Michigan State University professor of economics Ken Boyer said, “It is not just in Michigan that there is strong opposition to raising the fees for either owning a car or for driving it a mile. The standard explanation is that drivers do not understand how roads are financed or are cynical that increases in revenues for roads will improve their driving experience. But I do think that we should take seriously another possibility – that people are satisfied with roads as they are now and do not see an advantage to making them better.”
The solutions that surfaced in January, found disfavor with House Democrats. House Minority Leader Tim Greimel, D-Auburn Hills, said an increased sales tax “disproportionately affects middle class and working families because they spend a higher portion of their income on purchasing goods” as compared with wealthier individuals, and he said there would be similar impact from higher fuels tax and registration fees.
“Obviously, our roads are in tough shape and it’s important to find a solution to address the problem. But it’s got to be the right solution,” Greimel said. “We should not rush to do something if it doesn’t make sense for Michigan’s families. Any funding solution has to be fair and equitable in terms of who bears the financial burden, and any solution needs to be sustainable.”

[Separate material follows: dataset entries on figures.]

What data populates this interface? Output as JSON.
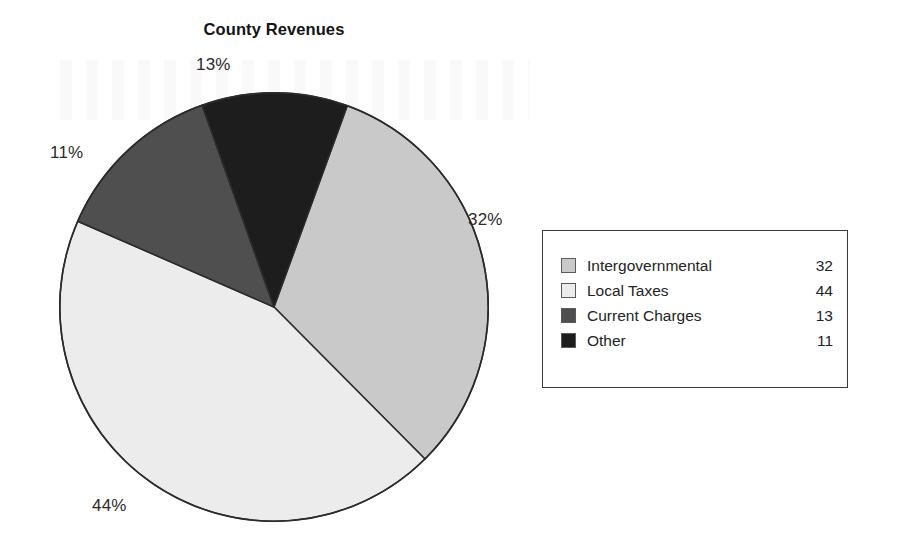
{
  "chart_data": {
    "type": "pie",
    "title": "County Revenues",
    "categories": [
      "Intergovernmental",
      "Local Taxes",
      "Current Charges",
      "Other"
    ],
    "values": [
      32,
      44,
      13,
      11
    ],
    "percent_labels": [
      "32%",
      "44%",
      "13%",
      "11%"
    ],
    "colors": [
      "#c9c9c9",
      "#ececec",
      "#4f4f4f",
      "#1d1d1d"
    ],
    "slice_edge_color": "#2b2b2b",
    "start_angle_deg": 20,
    "direction": "clockwise",
    "legend_position": "right",
    "legend_border": true,
    "grid": false,
    "xlabel": "",
    "ylabel": ""
  },
  "title": {
    "text": "County Revenues"
  },
  "callouts": {
    "intergovernmental": "32%",
    "local_taxes": "44%",
    "current_charges": "13%",
    "other": "11%"
  },
  "legend": {
    "rows": [
      {
        "label": "Intergovernmental",
        "value": "32",
        "color": "#c9c9c9"
      },
      {
        "label": "Local Taxes",
        "value": "44",
        "color": "#ececec"
      },
      {
        "label": "Current Charges",
        "value": "13",
        "color": "#4f4f4f"
      },
      {
        "label": "Other",
        "value": "11",
        "color": "#1d1d1d"
      }
    ]
  }
}
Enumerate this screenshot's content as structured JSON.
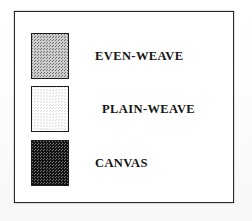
{
  "figure": {
    "kind": "legend-key",
    "frame": {
      "border_color": "#2a2a2a",
      "background_color": "#ffffff"
    },
    "page_background_color": "#fbfbfa",
    "entries": [
      {
        "label": "EVEN-WEAVE",
        "swatch_name": "swatch-even-weave",
        "pattern": "medium-gray checkerboard dither",
        "fill_color": "#6d6d6d",
        "border_color": "#1d1d1d"
      },
      {
        "label": "PLAIN-WEAVE",
        "swatch_name": "swatch-plain-weave",
        "pattern": "light checkerboard dither",
        "fill_color": "#d8d8d8",
        "border_color": "#1d1d1d"
      },
      {
        "label": "CANVAS",
        "swatch_name": "swatch-canvas",
        "pattern": "dark checkerboard dither",
        "fill_color": "#1a1a1a",
        "border_color": "#1d1d1d"
      }
    ]
  }
}
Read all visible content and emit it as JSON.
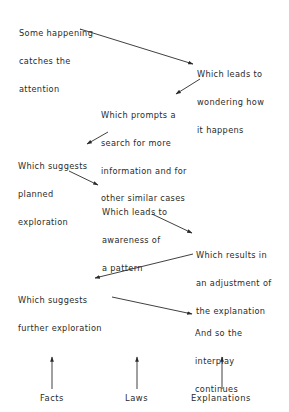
{
  "diagram": {
    "nodes": [
      {
        "id": "n1",
        "lines": [
          "Some happening",
          "catches the",
          "attention"
        ],
        "x": 19,
        "y": 11
      },
      {
        "id": "n2",
        "lines": [
          "Which leads to",
          "wondering how",
          "it happens"
        ],
        "x": 197,
        "y": 52
      },
      {
        "id": "n3",
        "lines": [
          "Which prompts a",
          "search for more",
          "information and for",
          "other similar cases"
        ],
        "x": 101,
        "y": 93
      },
      {
        "id": "n4",
        "lines": [
          "Which suggests",
          "planned",
          "exploration"
        ],
        "x": 18,
        "y": 144
      },
      {
        "id": "n5",
        "lines": [
          "Which leads to",
          "awareness of",
          "a pattern"
        ],
        "x": 102,
        "y": 190
      },
      {
        "id": "n6",
        "lines": [
          "Which results in",
          "an adjustment of",
          "the explanation"
        ],
        "x": 196,
        "y": 233
      },
      {
        "id": "n7",
        "lines": [
          "Which suggests",
          "further exploration"
        ],
        "x": 18,
        "y": 278
      },
      {
        "id": "n8",
        "lines": [
          "And so the",
          "interplay",
          "continues"
        ],
        "x": 195,
        "y": 311
      }
    ],
    "arrows": [
      {
        "from": "n1",
        "to": "n2",
        "x1": 80,
        "y1": 29,
        "x2": 193,
        "y2": 64
      },
      {
        "from": "n2",
        "to": "n3",
        "x1": 200,
        "y1": 79,
        "x2": 176,
        "y2": 94
      },
      {
        "from": "n3",
        "to": "n4",
        "x1": 108,
        "y1": 132,
        "x2": 87,
        "y2": 144
      },
      {
        "from": "n4",
        "to": "n5",
        "x1": 69,
        "y1": 171,
        "x2": 98,
        "y2": 185
      },
      {
        "from": "n5",
        "to": "n6",
        "x1": 152,
        "y1": 214,
        "x2": 192,
        "y2": 233
      },
      {
        "from": "n6",
        "to": "n7",
        "x1": 193,
        "y1": 254,
        "x2": 95,
        "y2": 278
      },
      {
        "from": "n7",
        "to": "n8",
        "x1": 112,
        "y1": 297,
        "x2": 192,
        "y2": 314
      }
    ],
    "bottom_axes": [
      {
        "label": "Facts",
        "arrow_x": 52,
        "label_x": 40
      },
      {
        "label": "Laws",
        "arrow_x": 137,
        "label_x": 125
      },
      {
        "label": "Explanations",
        "arrow_x": 222,
        "label_x": 191
      }
    ],
    "bottom_arrow_y_top": 357,
    "bottom_arrow_y_bottom": 389,
    "bottom_label_y": 393
  }
}
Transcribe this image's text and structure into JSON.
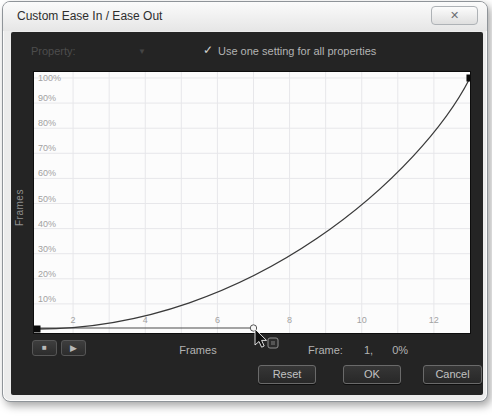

Interviewed in late January, Greimel said his caucus is looking at options, but had not yet formulated a position.
Democratic votes are going to be needed to support increased fees or taxes “because there are going to be Republicans from conservative areas who are going to get a lot of pushback from constituents” about raising any taxes, said Ruff. In this Legislature, Republicans control the House 59-51, and dominate the Senate, 26-11.
The chamber’s Studley will be among those messaging in the Capitol.
“I’ll be reminding lawmakers, whether they’re Democrats or Republican, that this is a critically important issue” to economic competitiveness and jobs, including those in lawmakers’ districts, Studley said.
He said on the Republican side of the aisle, the chamber will explain the governor’s “user fee” proposal as a conservative and traditional approach. “There’s a difference between a true user fee … and general taxing,” Studley said.
And, he said, “we’ll be reminding lawmakers on both sides of the aisle, that when transportation funding was increased in 1997, not a single lawmaker who voted to increase transportation funding, lost an election because of that issue.”